Maryland Democrats approve conditional US House map
Maryland’s General Assembly has approved new U.S. House district lines that appear to give a reprieve to the state’s lone Republican member of Congress, after an earlier map was struck down by a county judge.
The state House gave final approval to the new plan late Wednesday, after the state Senate voted for new map lines on Tuesday. The bill passed on party-line votes in both chambers, in which Democrats hold supermajorities.
The new maps make many of Maryland’s notoriously circuitous districts more congruent, consolidating seats held by Democratic incumbents whose districts currently wind around Baltimore and south to the Washington suburbs.

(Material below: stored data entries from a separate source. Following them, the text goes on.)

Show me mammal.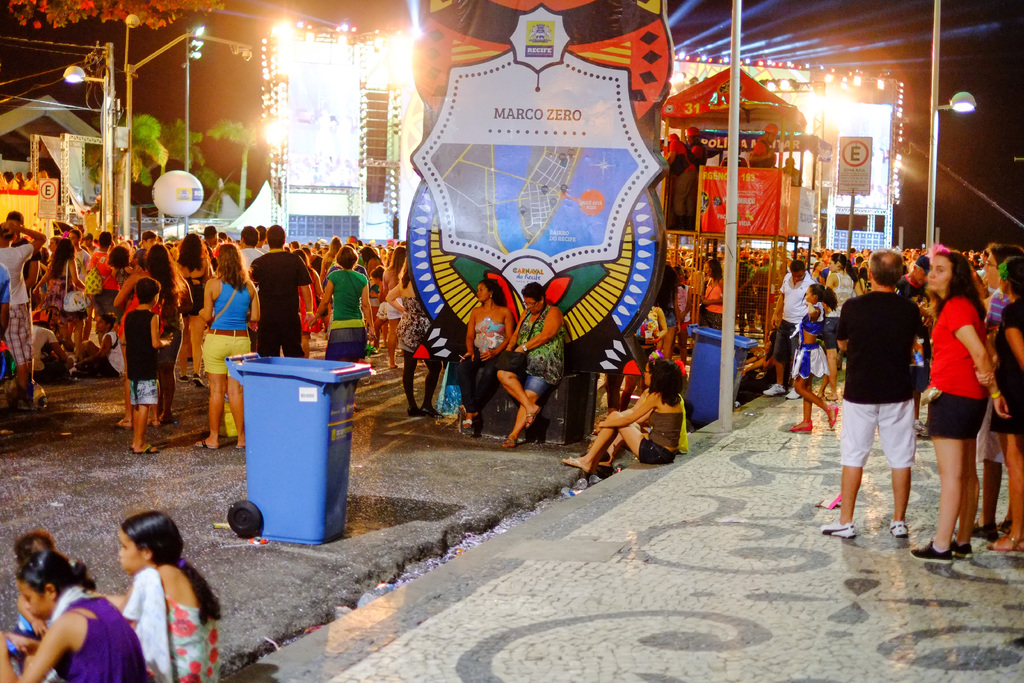
mammal is here: (x1=311, y1=245, x2=380, y2=408).
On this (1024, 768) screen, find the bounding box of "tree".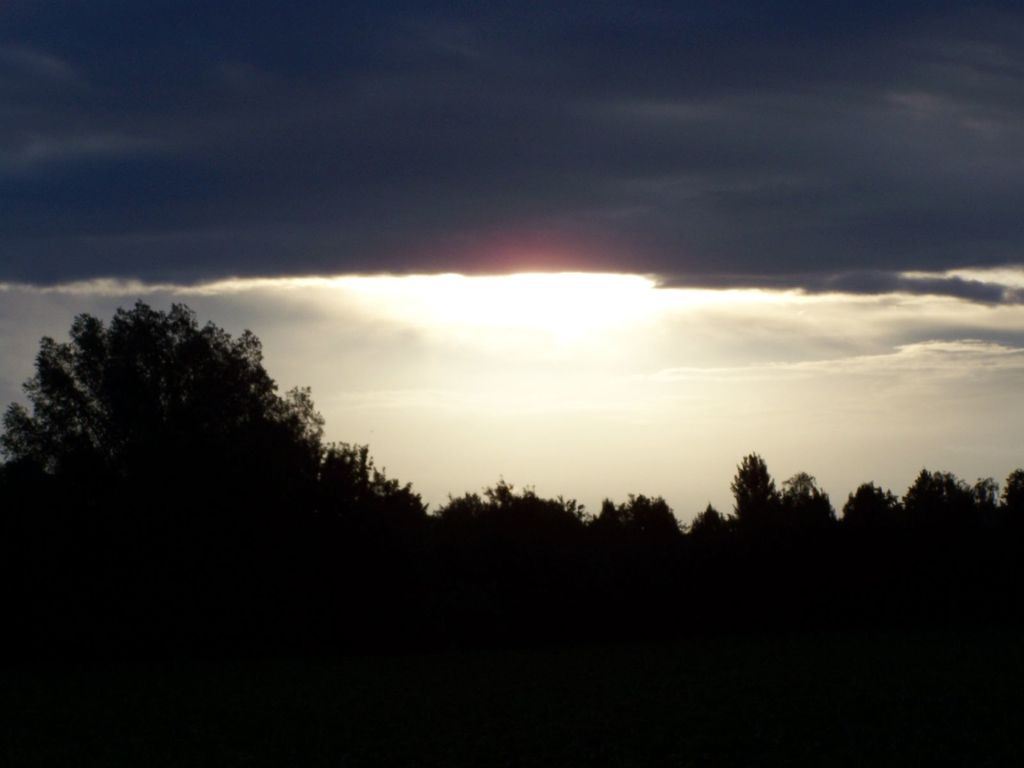
Bounding box: bbox=(902, 466, 981, 529).
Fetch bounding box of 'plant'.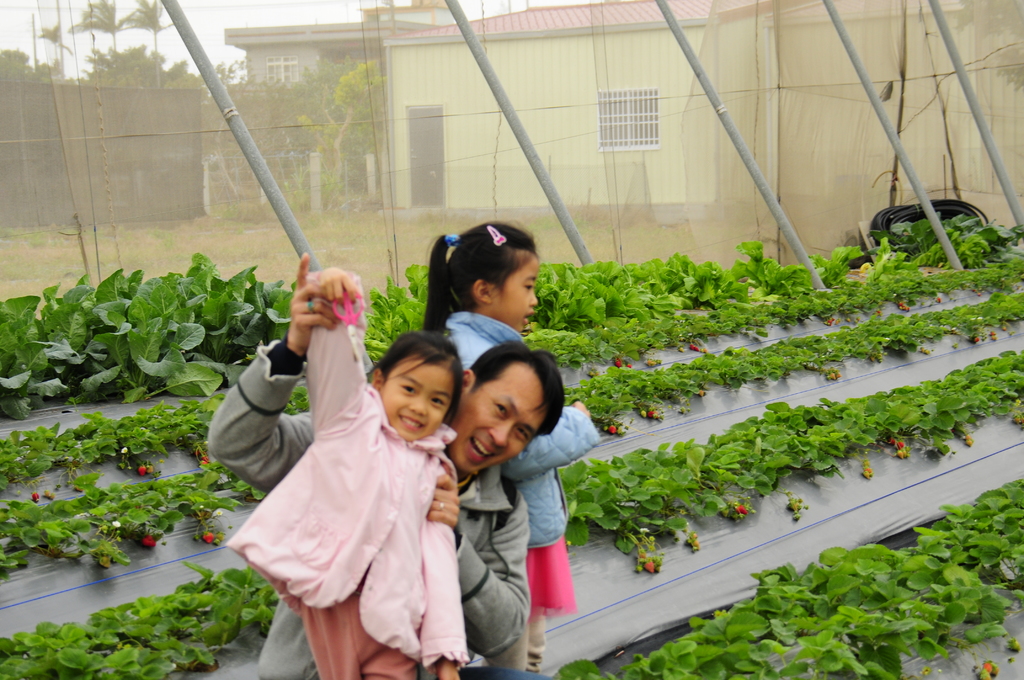
Bbox: <box>237,264,300,365</box>.
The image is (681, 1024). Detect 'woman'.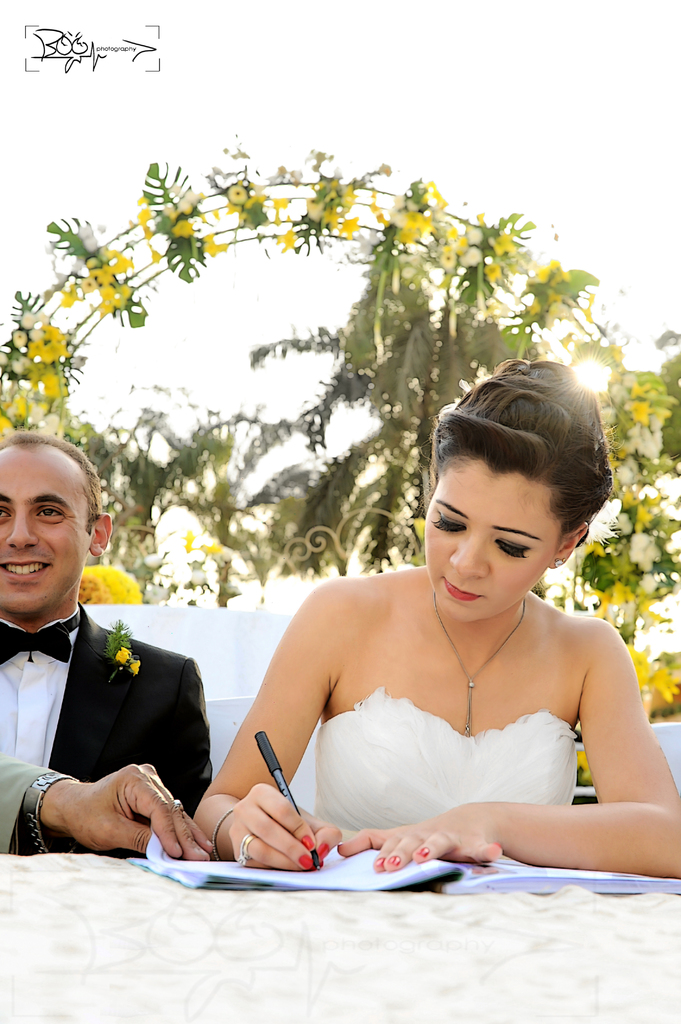
Detection: pyautogui.locateOnScreen(190, 351, 664, 903).
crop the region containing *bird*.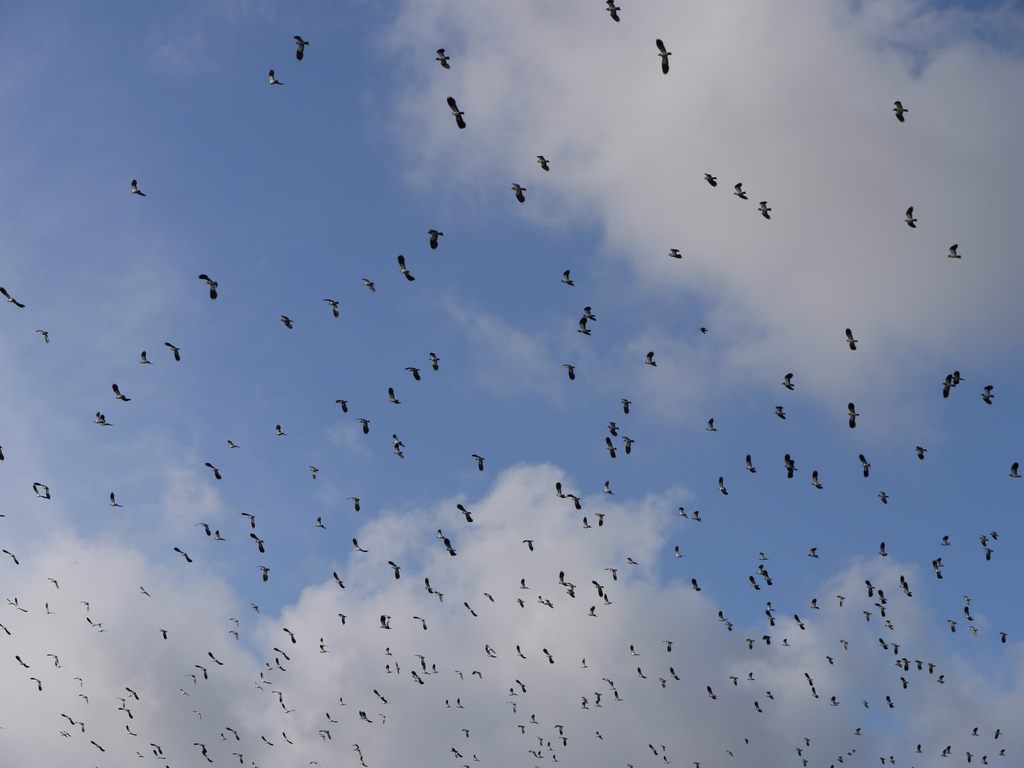
Crop region: 520:536:535:554.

They would likely maintain the present partisan makeup of Maryland’s congressional delegation, in which Democrats control seven of eight seats.
The maps will move some conservative areas west of the two population centers into a district held by Rep. David Trone (D), whose seat would become far more competitive. Trone’s district, which stretches from Montgomery County to Maryland’s western panhandle, was significantly overhauled a decade ago, when Democrats successfully maneuvered to oust then-Rep. Roscoe Bartlett (R).
Democrats ditched a plan to target the only remaining Republican-held seat, on Maryland’s Eastern Shore. In one of the more aggressive efforts to gerrymander congressional maps, initial maps passed last year would have included tens of thousands of new Democratic voters from Anne Arundel County with conservative voters in the rural east, connected only by the Bay Bridge, in an attempt to oust Rep. Andy Harris (R).
That version would have put Harris in a district that voted narrowly for President Biden in the 2020 elections.
But that plan ran into a roadblock last week, when Anne Arundel County Circuit Court Judge Lynne Battaglia ruled that lawmakers had violated the state constitution to unduly dilute the power of Republican voters. Battaglia ordered the legislature to submit new maps by the end of this week.
The new maps make only minor changes to Harris’s district, likely leaving it solidly in the Republican column. His district as drawn under the new bill would have favored former President Trump by a 14-point margin in 2020.
Gov. Larry Hogan (R), who helped lead the challenge to the initial maps that passed over his veto, has not said whether he will sign the new version. Battaglia has a new hearing scheduled in the case on Friday.
Lawmakers voted down a Republican amendment to implement maps drawn by a bipartisan citizen’s commission, convened by Hogan in what he said was an effort to take the partisanship out of the inherently partisan redistricting process.
But Harris’s future is not assured, because Democrats built themselves a backdoor path to enacting their initial maps. The bill approved late Wednesday would implement the first version, targeting Harris’s seat, if Battaglia’s initial ruling does not stand on appeal.
Attorney General Brian Frosh (D) has said he will appeal Battaglia’s decision blocking the initial version of the maps to a higher court.